San Francisco Chronicle

Monitor: No famine despite soaring deaths in Somalia

- By Declan Walsh

BAIDOA, Somalia — In drought-ravaged Somalia, where the starving are streaming into giant refugee camps, it looks like a famine.

In Somalia’s malnutriti­on wards, where the silence is pierced by the keening of mothers who have lost a child, it sounds like a famine.

Yet the internatio­nal organizati­on responsibl­e for monitoring global hunger, in a report released Tuesday, declared that the dire crisis triggered by Somalia’s worst drought in 40 years does not constitute a famine — at least not yet.

The organizati­on, the Integrated Food Security Phase Classifica­tion, known as the IPC, determined that conditions in Somalia’s worst hit areas have come close to, but not crossed, the threshold needed to formally declare a famine. But if the drought stretches into next spring, as meteorolog­ists expect, a famine is likely then, the body said.

“Even more appalling outcomes are only temporaril­y averted,” it said.

The reticence of the IPC, which is controlled by U.N. bodies and major relief agencies, is not unusual: It has declared a famine only twice in the past decade, in Somalia in 2011 and South Sudan in 2017. The “F-word,” as aid workers archly call it, retains an emoHealth tive resonance, able to galvanize global attention and, crucially, to unlock vast amounts of donations. It should be used in only the most extreme situations, the thinking goes.

But Somalia has already plunged deep into that worstcase scenario, according to aid workers, doctors and diplomats who say they are confounded by the IPC’s latest assessment, or believe its methodolog­y is flawed.

By the IPC’s own estimates, the number of acutely malnourish­ed Somalis has more than doubled since January to 5.6 million, of whom 214,000 are already in famine-like conditions. How many have died is unknown, but the number is rising rapidly. The World Organizati­on will publish its first estimate of drought-related deaths in the coming weeks, a spokespers­on said. Aid officials expect a death toll in the tens of thousands, if not more.

In the report published Tuesday, the IPC found that although a rapid response by aid groups had staved off earlier prediction­s of a famine this fall, the respite is temporary.

A combinatio­n of factors, including the continued drought, the fight against al Shabab militants, and an expected reduction in foreign aid, will cause the affected population to rise to 6.3 million in early 2023, and to 8.3 million from April onward — about half of Somalia’s population.

 ?? Andrea Bruce/New York Times ?? Mothers bring their infants to a center for malnourish­ed children near camps in Baidoa, as Somalia’s drought intensifie­s.
Andrea Bruce/New York Times Mothers bring their infants to a center for malnourish­ed children near camps in Baidoa, as Somalia’s drought intensifie­s.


Task goal ▸
Although the entries contain pictures, only their words should be duplicated exactly.

Data for review ▸
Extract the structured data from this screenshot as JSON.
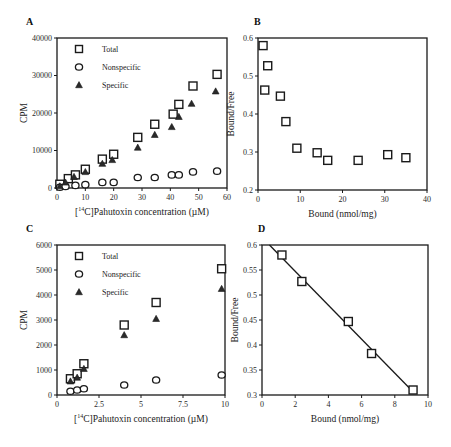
{
  "chart_data": [
    {
      "id": "A",
      "panel_label": "A",
      "type": "scatter",
      "title": "",
      "xlabel_pre": "[",
      "xlabel_sup": "14",
      "xlabel_post": "C]Pahutoxin concentration (µM)",
      "xlabel": "[14C]Pahutoxin concentration (µM)",
      "ylabel": "CPM",
      "xlim": [
        0,
        60
      ],
      "ylim": [
        0,
        40000
      ],
      "xticks": [
        0,
        10,
        20,
        30,
        40,
        50,
        60
      ],
      "yticks": [
        0,
        10000,
        20000,
        30000,
        40000
      ],
      "box": true,
      "grid": false,
      "legend_position": "upper-left",
      "frame": {
        "x0": 57,
        "x1": 227,
        "y0": 188,
        "y1": 38
      },
      "series": [
        {
          "name": "Total",
          "marker": "square",
          "x": [
            1,
            4,
            6.5,
            10,
            16,
            20,
            28.5,
            34.5,
            41,
            43,
            48,
            56.5
          ],
          "y": [
            1000,
            2500,
            3500,
            5000,
            7700,
            9000,
            13500,
            17000,
            19700,
            22300,
            27200,
            30300
          ]
        },
        {
          "name": "Nonspecific",
          "marker": "circle",
          "x": [
            1,
            3,
            6.5,
            10,
            16,
            20,
            28.5,
            34.5,
            40.5,
            43,
            48,
            56.5
          ],
          "y": [
            200,
            400,
            700,
            900,
            1500,
            1500,
            2800,
            2800,
            3500,
            3500,
            4300,
            4500
          ]
        },
        {
          "name": "Specific",
          "marker": "triangle",
          "x": [
            1,
            3,
            6,
            10,
            16,
            19.5,
            28.5,
            34.5,
            40.5,
            43,
            47.5,
            56
          ],
          "y": [
            500,
            1500,
            3000,
            4300,
            6500,
            7500,
            10800,
            14200,
            16300,
            19000,
            22500,
            25800
          ]
        }
      ]
    },
    {
      "id": "B",
      "panel_label": "B",
      "type": "scatter",
      "title": "",
      "xlabel": "Bound (nmol/mg)",
      "ylabel": "Bound/Free",
      "xlim": [
        0,
        40
      ],
      "ylim": [
        0.2,
        0.6
      ],
      "xticks": [
        0,
        10,
        20,
        30,
        40
      ],
      "yticks": [
        0.2,
        0.3,
        0.4,
        0.5,
        0.6
      ],
      "box": true,
      "grid": false,
      "frame": {
        "x0": 258,
        "x1": 427,
        "y0": 190,
        "y1": 38
      },
      "series": [
        {
          "name": "Bound/Free",
          "marker": "square",
          "x": [
            1.2,
            2.3,
            1.6,
            5.3,
            6.6,
            9.2,
            14,
            16.5,
            23.7,
            30.7,
            35
          ],
          "y": [
            0.58,
            0.527,
            0.463,
            0.447,
            0.38,
            0.31,
            0.298,
            0.278,
            0.278,
            0.293,
            0.285
          ]
        }
      ]
    },
    {
      "id": "C",
      "panel_label": "C",
      "type": "scatter",
      "title": "",
      "xlabel_pre": "[",
      "xlabel_sup": "14",
      "xlabel_post": "C]Pahutoxin concentration (µM)",
      "xlabel": "[14C]Pahutoxin concentration (µM)",
      "ylabel": "CPM",
      "xlim": [
        0,
        10
      ],
      "ylim": [
        0,
        6000
      ],
      "xticks": [
        0,
        2.5,
        5,
        7.5,
        10
      ],
      "yticks": [
        0,
        1000,
        2000,
        3000,
        4000,
        5000,
        6000
      ],
      "box": true,
      "grid": false,
      "legend_position": "upper-left",
      "frame": {
        "x0": 57,
        "x1": 225,
        "y0": 395,
        "y1": 245
      },
      "series": [
        {
          "name": "Total",
          "marker": "square",
          "x": [
            0.8,
            1.2,
            1.6,
            4,
            5.9,
            9.8
          ],
          "y": [
            650,
            850,
            1250,
            2800,
            3700,
            5050
          ]
        },
        {
          "name": "Nonspecific",
          "marker": "circle",
          "x": [
            0.8,
            1.2,
            1.6,
            4,
            5.9,
            9.8
          ],
          "y": [
            150,
            200,
            250,
            400,
            600,
            800
          ]
        },
        {
          "name": "Specific",
          "marker": "triangle",
          "x": [
            0.8,
            1.2,
            1.6,
            4,
            5.9,
            9.8
          ],
          "y": [
            550,
            700,
            1050,
            2400,
            3050,
            4250
          ]
        }
      ]
    },
    {
      "id": "D",
      "panel_label": "D",
      "type": "scatter",
      "title": "",
      "xlabel": "Bound (nmol/mg)",
      "ylabel": "Bound/Free",
      "xlim": [
        0,
        10
      ],
      "ylim": [
        0.3,
        0.6
      ],
      "xticks": [
        0,
        2,
        4,
        6,
        8,
        10
      ],
      "yticks": [
        0.3,
        0.35,
        0.4,
        0.45,
        0.5,
        0.55,
        0.6
      ],
      "box": true,
      "grid": false,
      "frame": {
        "x0": 262,
        "x1": 428,
        "y0": 395,
        "y1": 245
      },
      "series": [
        {
          "name": "Bound/Free",
          "marker": "square",
          "x": [
            1.2,
            2.4,
            5.2,
            6.6,
            9.1
          ],
          "y": [
            0.58,
            0.527,
            0.447,
            0.383,
            0.31
          ]
        }
      ],
      "fit_line": {
        "x": [
          0.45,
          9.2
        ],
        "y": [
          0.6,
          0.303
        ]
      }
    }
  ]
}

Reply to the task ▸
Extract the structured data from this screenshot as JSON.
{
  "chart_data": [
    {
      "id": "A",
      "panel_label": "A",
      "type": "scatter",
      "title": "",
      "xlabel_pre": "[",
      "xlabel_sup": "14",
      "xlabel_post": "C]Pahutoxin concentration (µM)",
      "xlabel": "[14C]Pahutoxin concentration (µM)",
      "ylabel": "CPM",
      "xlim": [
        0,
        60
      ],
      "ylim": [
        0,
        40000
      ],
      "xticks": [
        0,
        10,
        20,
        30,
        40,
        50,
        60
      ],
      "yticks": [
        0,
        10000,
        20000,
        30000,
        40000
      ],
      "box": true,
      "grid": false,
      "legend_position": "upper-left",
      "frame": {
        "x0": 57,
        "x1": 227,
        "y0": 188,
        "y1": 38
      },
      "series": [
        {
          "name": "Total",
          "marker": "square",
          "x": [
            1,
            4,
            6.5,
            10,
            16,
            20,
            28.5,
            34.5,
            41,
            43,
            48,
            56.5
          ],
          "y": [
            1000,
            2500,
            3500,
            5000,
            7700,
            9000,
            13500,
            17000,
            19700,
            22300,
            27200,
            30300
          ]
        },
        {
          "name": "Nonspecific",
          "marker": "circle",
          "x": [
            1,
            3,
            6.5,
            10,
            16,
            20,
            28.5,
            34.5,
            40.5,
            43,
            48,
            56.5
          ],
          "y": [
            200,
            400,
            700,
            900,
            1500,
            1500,
            2800,
            2800,
            3500,
            3500,
            4300,
            4500
          ]
        },
        {
          "name": "Specific",
          "marker": "triangle",
          "x": [
            1,
            3,
            6,
            10,
            16,
            19.5,
            28.5,
            34.5,
            40.5,
            43,
            47.5,
            56
          ],
          "y": [
            500,
            1500,
            3000,
            4300,
            6500,
            7500,
            10800,
            14200,
            16300,
            19000,
            22500,
            25800
          ]
        }
      ]
    },
    {
      "id": "B",
      "panel_label": "B",
      "type": "scatter",
      "title": "",
      "xlabel": "Bound (nmol/mg)",
      "ylabel": "Bound/Free",
      "xlim": [
        0,
        40
      ],
      "ylim": [
        0.2,
        0.6
      ],
      "xticks": [
        0,
        10,
        20,
        30,
        40
      ],
      "yticks": [
        0.2,
        0.3,
        0.4,
        0.5,
        0.6
      ],
      "box": true,
      "grid": false,
      "frame": {
        "x0": 258,
        "x1": 427,
        "y0": 190,
        "y1": 38
      },
      "series": [
        {
          "name": "Bound/Free",
          "marker": "square",
          "x": [
            1.2,
            2.3,
            1.6,
            5.3,
            6.6,
            9.2,
            14,
            16.5,
            23.7,
            30.7,
            35
          ],
          "y": [
            0.58,
            0.527,
            0.463,
            0.447,
            0.38,
            0.31,
            0.298,
            0.278,
            0.278,
            0.293,
            0.285
          ]
        }
      ]
    },
    {
      "id": "C",
      "panel_label": "C",
      "type": "scatter",
      "title": "",
      "xlabel_pre": "[",
      "xlabel_sup": "14",
      "xlabel_post": "C]Pahutoxin concentration (µM)",
      "xlabel": "[14C]Pahutoxin concentration (µM)",
      "ylabel": "CPM",
      "xlim": [
        0,
        10
      ],
      "ylim": [
        0,
        6000
      ],
      "xticks": [
        0,
        2.5,
        5,
        7.5,
        10
      ],
      "yticks": [
        0,
        1000,
        2000,
        3000,
        4000,
        5000,
        6000
      ],
      "box": true,
      "grid": false,
      "legend_position": "upper-left",
      "frame": {
        "x0": 57,
        "x1": 225,
        "y0": 395,
        "y1": 245
      },
      "series": [
        {
          "name": "Total",
          "marker": "square",
          "x": [
            0.8,
            1.2,
            1.6,
            4,
            5.9,
            9.8
          ],
          "y": [
            650,
            850,
            1250,
            2800,
            3700,
            5050
          ]
        },
        {
          "name": "Nonspecific",
          "marker": "circle",
          "x": [
            0.8,
            1.2,
            1.6,
            4,
            5.9,
            9.8
          ],
          "y": [
            150,
            200,
            250,
            400,
            600,
            800
          ]
        },
        {
          "name": "Specific",
          "marker": "triangle",
          "x": [
            0.8,
            1.2,
            1.6,
            4,
            5.9,
            9.8
          ],
          "y": [
            550,
            700,
            1050,
            2400,
            3050,
            4250
          ]
        }
      ]
    },
    {
      "id": "D",
      "panel_label": "D",
      "type": "scatter",
      "title": "",
      "xlabel": "Bound (nmol/mg)",
      "ylabel": "Bound/Free",
      "xlim": [
        0,
        10
      ],
      "ylim": [
        0.3,
        0.6
      ],
      "xticks": [
        0,
        2,
        4,
        6,
        8,
        10
      ],
      "yticks": [
        0.3,
        0.35,
        0.4,
        0.45,
        0.5,
        0.55,
        0.6
      ],
      "box": true,
      "grid": false,
      "frame": {
        "x0": 262,
        "x1": 428,
        "y0": 395,
        "y1": 245
      },
      "series": [
        {
          "name": "Bound/Free",
          "marker": "square",
          "x": [
            1.2,
            2.4,
            5.2,
            6.6,
            9.1
          ],
          "y": [
            0.58,
            0.527,
            0.447,
            0.383,
            0.31
          ]
        }
      ],
      "fit_line": {
        "x": [
          0.45,
          9.2
        ],
        "y": [
          0.6,
          0.303
        ]
      }
    }
  ]
}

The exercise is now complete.